Artificial intelligence is transforming analog archives into digital data at the Boston Public Library. The library launched the initiative this summer — marking a big step forward when it comes to improving the accessibility of old documents.
As a federal depository, the Boston Public Library boasts one of the largest collections in the country. There are thousands of items you can only view by physically coming in, but with the help of technology, the library is hoping to change that.
“It will make these collections that the BPL holds accessible to anyone in the world,” said Jessica Chapel, chief of digital and online services at the Boston Public Library.
The library is launching a large-scale project to digitize its vast historical collections dating back hundreds of years. Chapel said the goal is to enhance the metadata of documents to make them more searchable online.
“We need this to be sort of as good as or better than human generated metadata,” Chapel said.
That’s where Harvard Law School’s Institutional Data Initiative comes in. IDI works with knowledge institutions around the world to refine and publish their collections as data.
Greg Leppert, executive director of the Institutional Data Initiative, describes this as a win-win partnership.
“Institutions have a lot of data that can be highly impactful and could guide the creation of AI across different phases of its development,” he said. “Let’s make the AI models better at extracting info for libraries, let’s make the models better at citing back to material libraries have, and let’s make info on the whole more reliable as a result.”
Most of the heavy lifting happens at hte library, where documents are scanned page by page.
It’s a labor-intensive process, made possible through a grant from Open AI.
Every document undergoes a conservation and imaging breakdown before being scannd.
“The goal is always no damage,” Chapel said. “We always want things to come out of digitization in as good a shape as they arrived down here.”
The project is still in its pilot phase until the end of the year. The plan is to scale up the digitization process while keeping the library’s values at the forefront.
“We’re not automating the creation of metadata and just putting it out there without human breakdown,” Chapel said. “We’re being very careful in terms of what is generated.”
It takes about an hour to scan 500 pages, so it’s a very time-consuming process. But the library hopes to be able to digitize nearly 250,000 documents over the next three years.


*Problem to work on*
What is needed is an exact copy of the listing, with no pictures in it.

= = = = = = =

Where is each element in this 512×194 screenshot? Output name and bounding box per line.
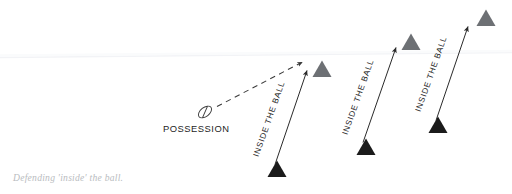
defender-triangle bbox=[313, 61, 332, 78]
attacker-triangle bbox=[268, 161, 287, 178]
attacker-triangle bbox=[357, 139, 376, 156]
defender-triangle bbox=[477, 10, 496, 27]
possession-label: POSSESSION bbox=[163, 123, 229, 134]
defender-triangle bbox=[402, 34, 421, 51]
pass-direction-arrow bbox=[217, 62, 303, 107]
figure-caption: Defending 'inside' the ball. bbox=[13, 172, 123, 183]
formation-group-3 bbox=[429, 10, 496, 134]
diagram-graphics bbox=[0, 0, 512, 194]
attacker-triangle bbox=[429, 117, 448, 134]
diagram-canvas: POSSESSION INSIDE THE BALL INSIDE THE BA… bbox=[0, 0, 512, 194]
formation-group-1 bbox=[268, 61, 332, 178]
rugby-ball-icon bbox=[196, 104, 214, 120]
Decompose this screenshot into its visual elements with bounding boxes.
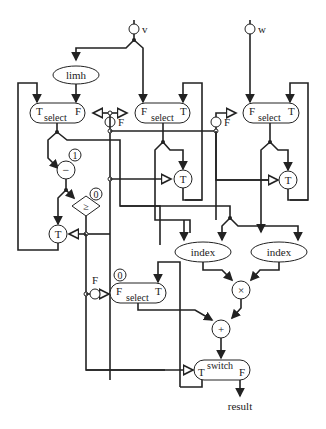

= = = = = = =

*Solution to the problem*
Where is each element in this 512×194 screenshot? Output name and bounding box per line.
defender-triangle bbox=[313, 61, 332, 78]
attacker-triangle bbox=[268, 161, 287, 178]
attacker-triangle bbox=[357, 139, 376, 156]
defender-triangle bbox=[477, 10, 496, 27]
possession-label: POSSESSION bbox=[163, 123, 229, 134]
defender-triangle bbox=[402, 34, 421, 51]
pass-direction-arrow bbox=[217, 62, 303, 107]
figure-caption: Defending 'inside' the ball. bbox=[13, 172, 123, 183]
formation-group-3 bbox=[429, 10, 496, 134]
diagram-graphics bbox=[0, 0, 512, 194]
attacker-triangle bbox=[429, 117, 448, 134]
diagram-canvas: POSSESSION INSIDE THE BALL INSIDE THE BA… bbox=[0, 0, 512, 194]
formation-group-1 bbox=[268, 61, 332, 178]
rugby-ball-icon bbox=[196, 104, 214, 120]
Decompose this screenshot into its visual elements with bounding boxes.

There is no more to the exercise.